NOW when our two travellers resumed their journey, the relationship between them had undergone a change; nay, you might have said that their characters were also changed. For Tom found himself pouring out his turbulent heart to Kenelm, confiding to this philosophical scoffer at love all the passionate humanities of love,—its hope, its anguish, its jealousy, its wrath,—the all that links the gentlest of emotions to tragedy and terror. And Kenelm, listening tenderly, with softened eyes, uttered not one cynic word,—nay, not one playful jest. He, felt that the gravity of all he heard was too solemn for mockery, too deep even for comfort. True love of this sort was a thing he had never known, never wished to know, never thought he could know, but he sympathized in it not the less. Strange, indeed, how much we do sympathize, on the stage, for instance, or in a book, with passions that have never agitated ourselves! Had Kenelm jested or reasoned or preached, Tom would have shrunk at once into dreary silence; but Kenelm said nothing, save now and then, as he rested his arm, brother-like, on the strong man’s shoulder, he murmured, “Poor fellow!” So, then, when Tom had finished his confessions, he felt wondrously relieved and comforted. He had cleansed his bosom of the perilous stuff that weighed upon the heart.
Was this good result effected by Kenelm’s artful diplomacy, or by that insight into human passions vouchsafed unconsciously to himself, by gleams or in flashes, to this strange man who surveyed the objects and pursuits of his fellows with a yearning desire to share them, murmuring to himself, “I cannot, I do not stand in this world; like a ghost I glide beside it, and look on “?
Thus the two men continued their way slowly, amid soft pastures and yellowing cornfields, out at length into the dusty thoroughfares of the main road. That gained, their talk insensibly changed its tone: it became more commonplace; and Kenelm permitted himself the license of those crotchets by which he extracted a sort of quaint pleasantry out of commonplace itself; so that from time to time Tom was startled into the mirth of laughter. This big fellow had one very agreeable gift, which is only granted, I think, to men of genuine character and affectionate dispositions,—a spontaneous and sweet laugh, manly and frank, but not boisterous, as you might have supposed it would be. But that sort of laugh had not before come from his lips, since the day on which his love for Jessie Wiles had made him at war with himself and the world.
The sun was setting when from the brow of a hill they beheld the spires of Luscombe, imbedded amid the level meadows that stretched below, watered by the same stream that had wound along their more rural pathway, but which now expanded into stately width, and needed, to span it, a mighty bridge fit for the convenience of civilized traffic. The town seemed near, but it was full two miles off by road.
“There is a short cut across the fields beyond that stile, which leads straight to my uncle’s house,” said Tom; “and I dare say, sir, that you will be glad to escape the dirty suburb by which the road passes before we get into the town.”
“A good thought, Tom. It is very odd that fine towns always are approached by dirty suburbs; a covert symbolical satire, perhaps, on the ways to success in fine towns. Avarice or ambition go through very mean little streets before they gain the place which they jostle the crowd to win,—in the Townhall or on ‘Change. Happy the man who, like you, Tom, finds that there is a shorter and a cleaner and a pleasanter way to goal or to resting-place than that through the dirty suburbs!”
They met but few passengers on their path through the fields,—a respectable, staid, elderly couple, who had the air of a Dissenting minister and his wife; a girl of fourteen leading a little boy seven years younger by the hand; a pair of lovers, evidently lovers at least to the eye of Tom Bowles; for, on regarding them as they passed unheeding him, he winced, and his face changed. Even after they had passed, Kenelm saw on the face that pain lingered there: the lips were tightly compressed, and their corners gloomily drawn down.
Just at this moment a dog rushed towards them with a short quick bark,—a Pomeranian dog with pointed nose and pricked ears. It hushed its bark as it neared Kenelm, sniffed his trousers, and wagged its tail.
“By the sacred Nine,” cried Kenelm, “thou art the dog with the tin tray! where is thy master?”
The dog seemed to understand the question, for it turned its head significantly; and Kenelm saw, seated under a lime-tree, at a good distance from the path, a man, with book in hand, evidently employed in sketching.
“Come this way,” he said to Tom: “I recognize an acquaintance. You will like him.” Tom desired no new acquaintance at that moment, but he followed Kenelm submissively.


EXERCISE DIRECTIONS
Pictures stay out of the copy. Repeat exactly the lines from the first entry below through the line that contains "pyautogui.click(x=<x>, y=<y>)", and nothing beyond.

SOURCE DATA
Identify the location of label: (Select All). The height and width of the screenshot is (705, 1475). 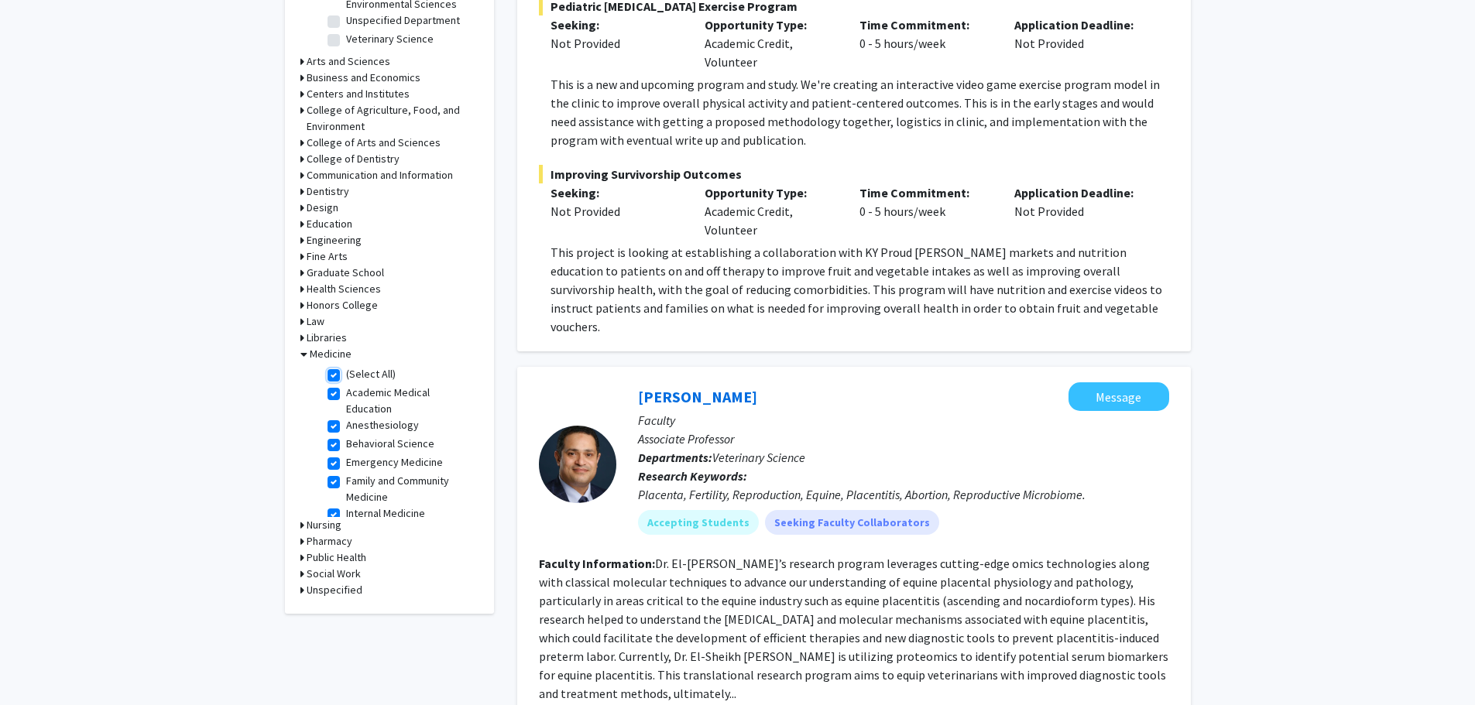
(371, 374).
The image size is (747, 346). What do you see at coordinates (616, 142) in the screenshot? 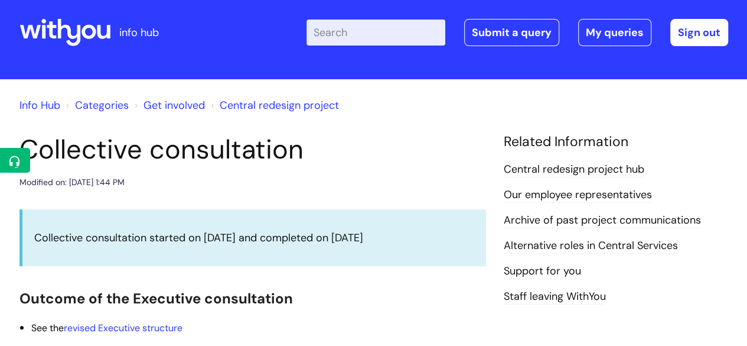
I see `h4: Related Information` at bounding box center [616, 142].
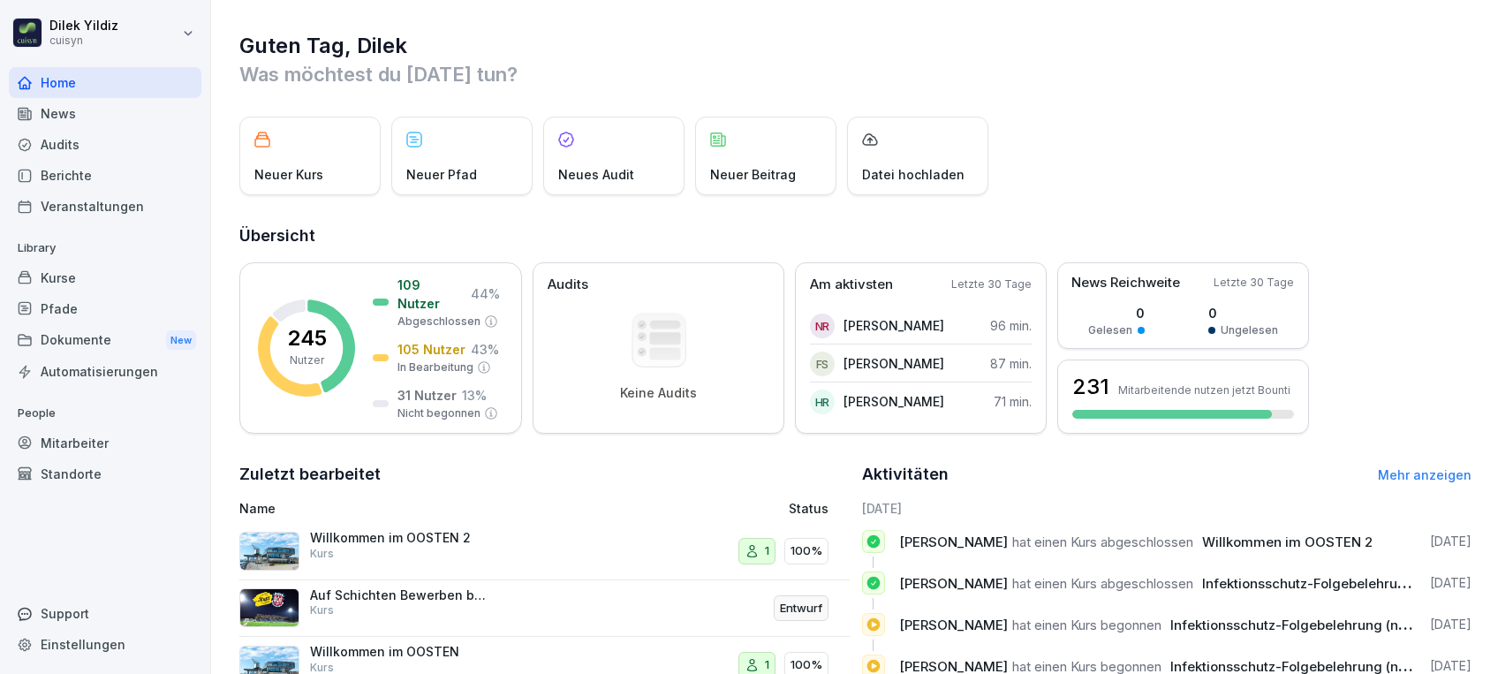  Describe the element at coordinates (105, 113) in the screenshot. I see `div: News` at that location.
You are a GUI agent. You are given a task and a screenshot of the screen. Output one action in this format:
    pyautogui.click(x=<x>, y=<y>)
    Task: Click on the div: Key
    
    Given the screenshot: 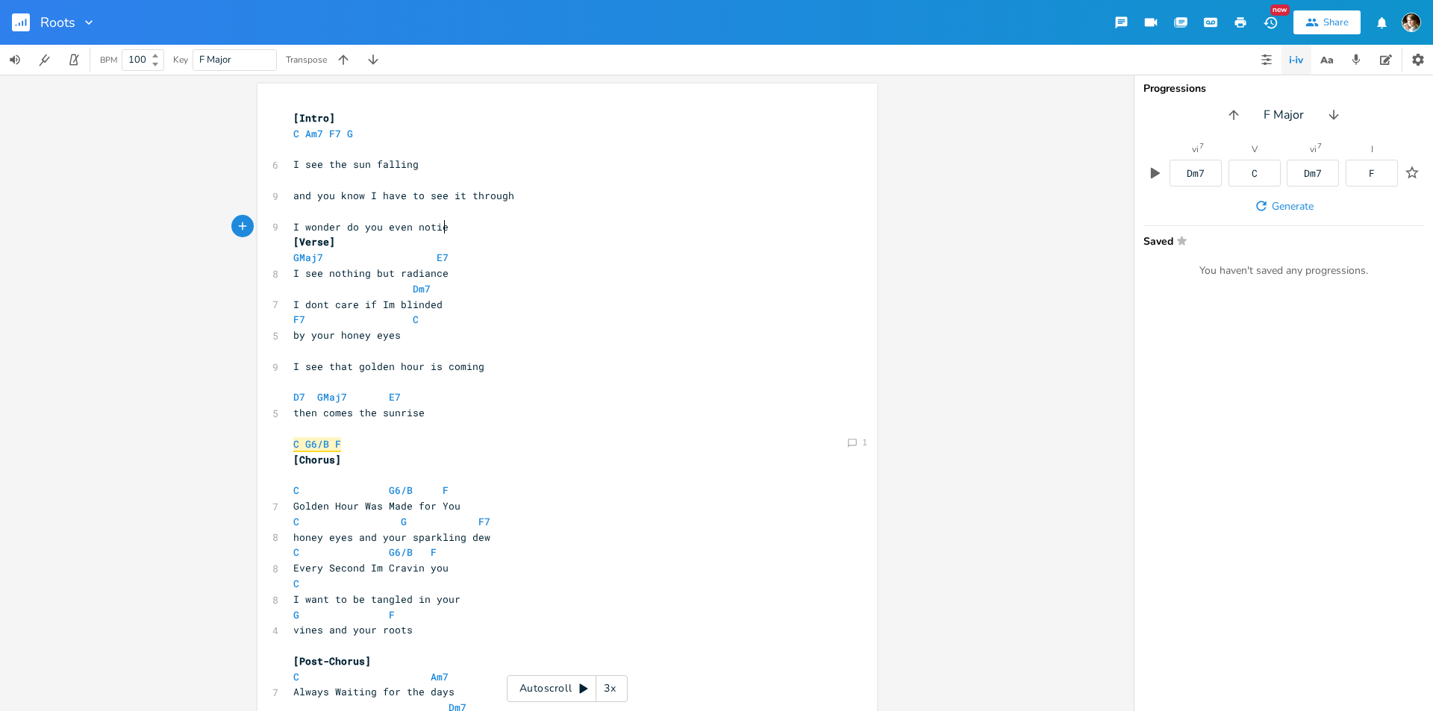 What is the action you would take?
    pyautogui.click(x=181, y=60)
    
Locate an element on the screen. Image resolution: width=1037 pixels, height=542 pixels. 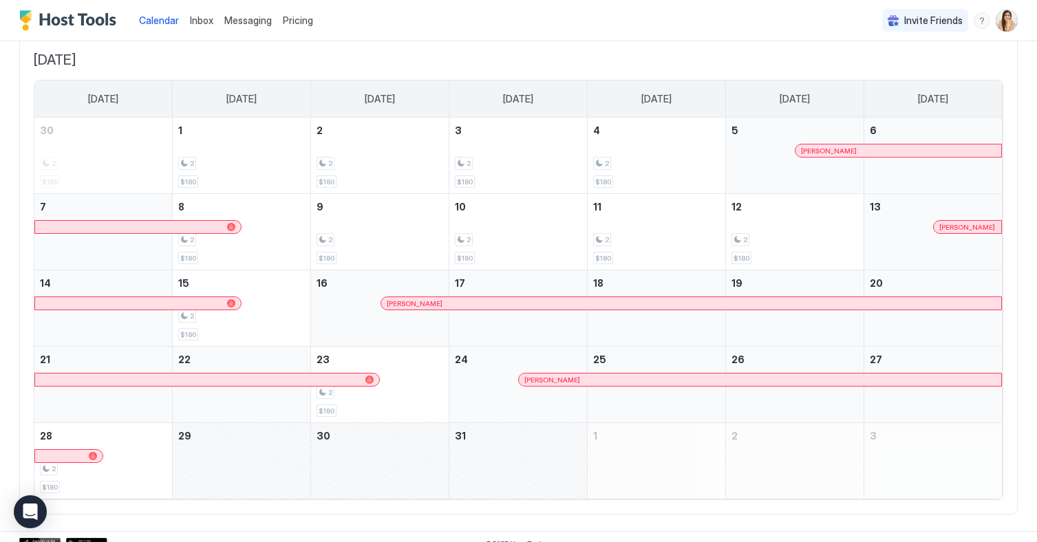
span: 16 is located at coordinates (322, 283).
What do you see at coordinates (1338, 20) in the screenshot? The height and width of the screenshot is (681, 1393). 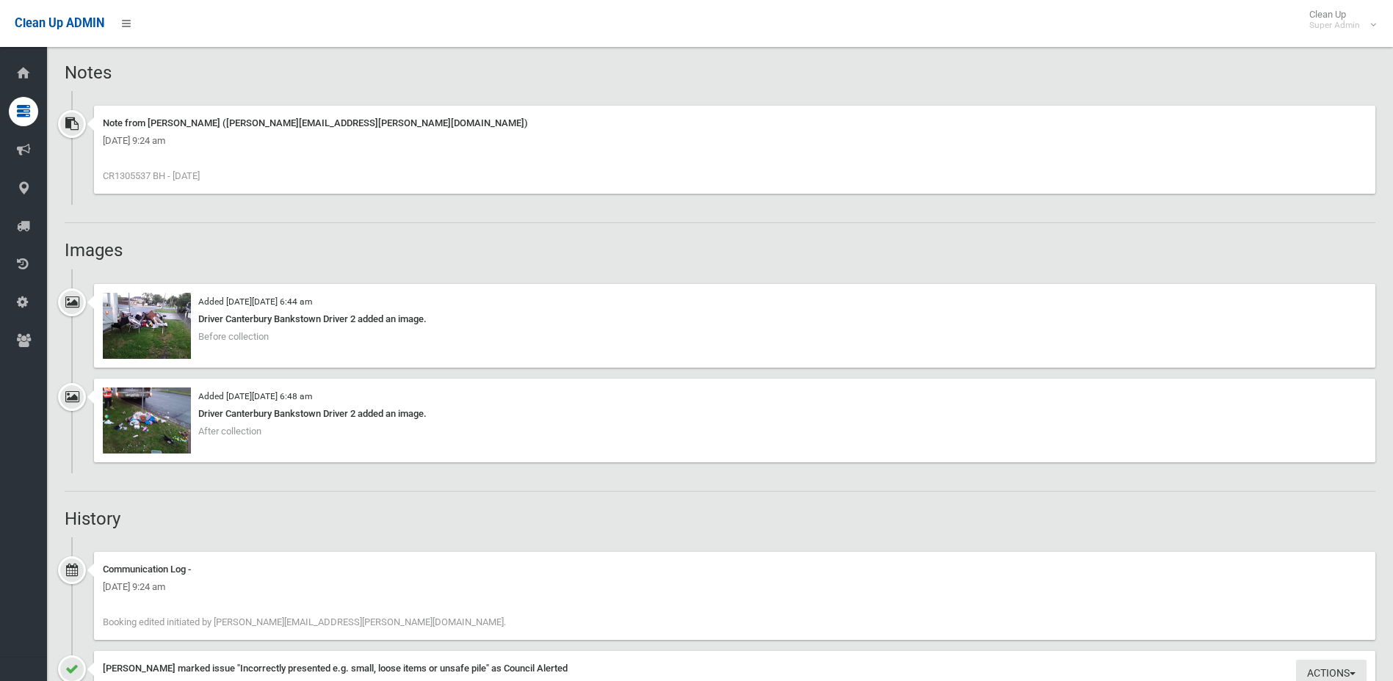 I see `span: Clean Up` at bounding box center [1338, 20].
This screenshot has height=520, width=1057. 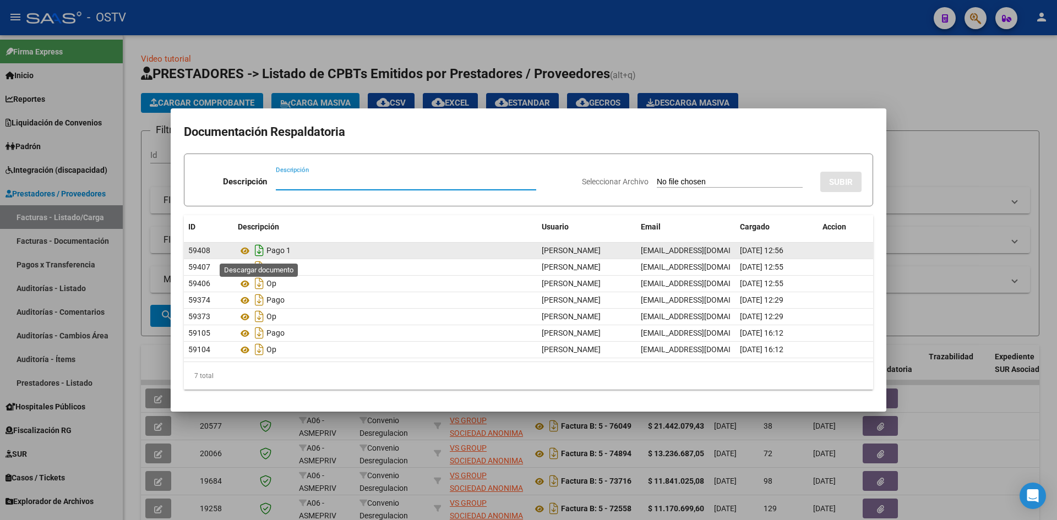 What do you see at coordinates (841, 182) in the screenshot?
I see `button: SUBIR` at bounding box center [841, 182].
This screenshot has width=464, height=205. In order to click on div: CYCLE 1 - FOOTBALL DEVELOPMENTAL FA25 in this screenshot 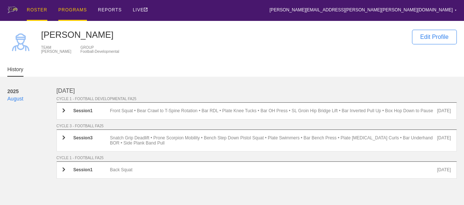, I will do `click(256, 99)`.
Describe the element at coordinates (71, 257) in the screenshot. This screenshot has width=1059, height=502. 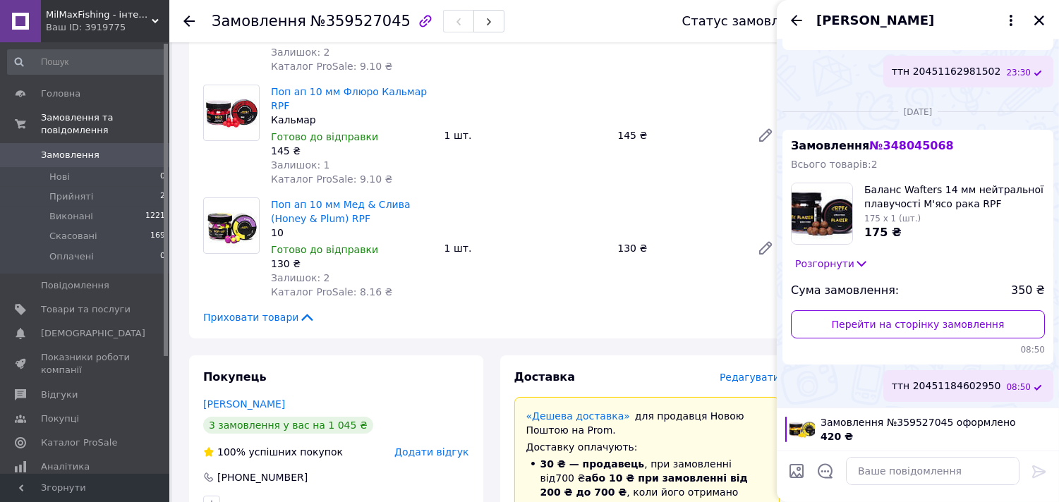
I see `span: Оплачені` at that location.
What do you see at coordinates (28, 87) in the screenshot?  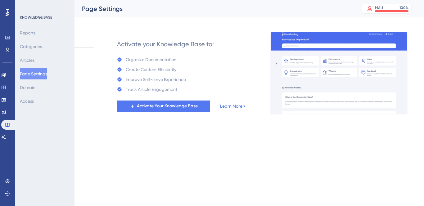 I see `button: Domain` at bounding box center [28, 87].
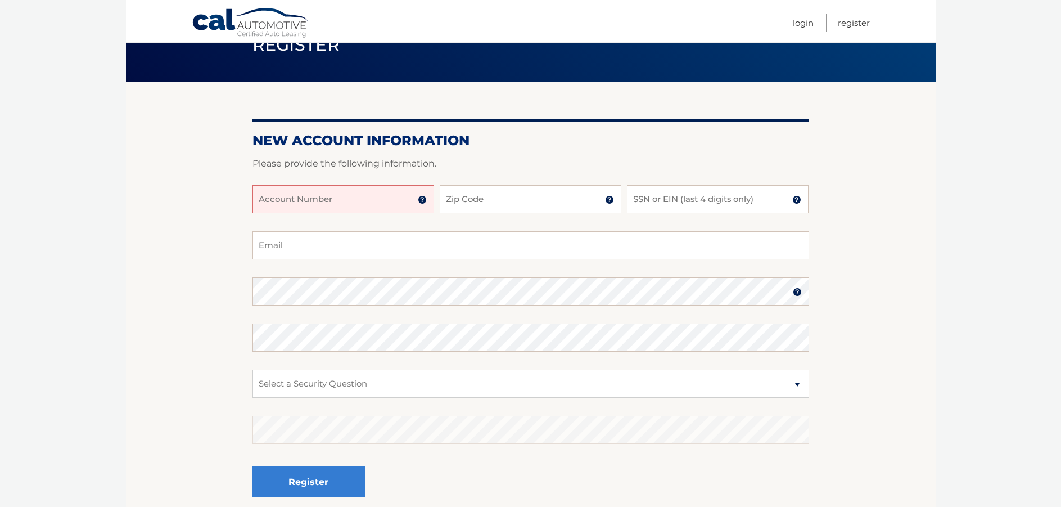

TASK SOLUTION
Identify the location of label: (Select All). The height and width of the screenshot is (705, 1475). 
(371, 374).
The image size is (747, 346). What do you see at coordinates (616, 142) in the screenshot? 
I see `h4: Related Information` at bounding box center [616, 142].
  Describe the element at coordinates (105, 113) in the screenshot. I see `div: News` at that location.
You are a GUI agent. You are given a task and a screenshot of the screen. Output one action in this format:
    pyautogui.click(x=<x>, y=<y>)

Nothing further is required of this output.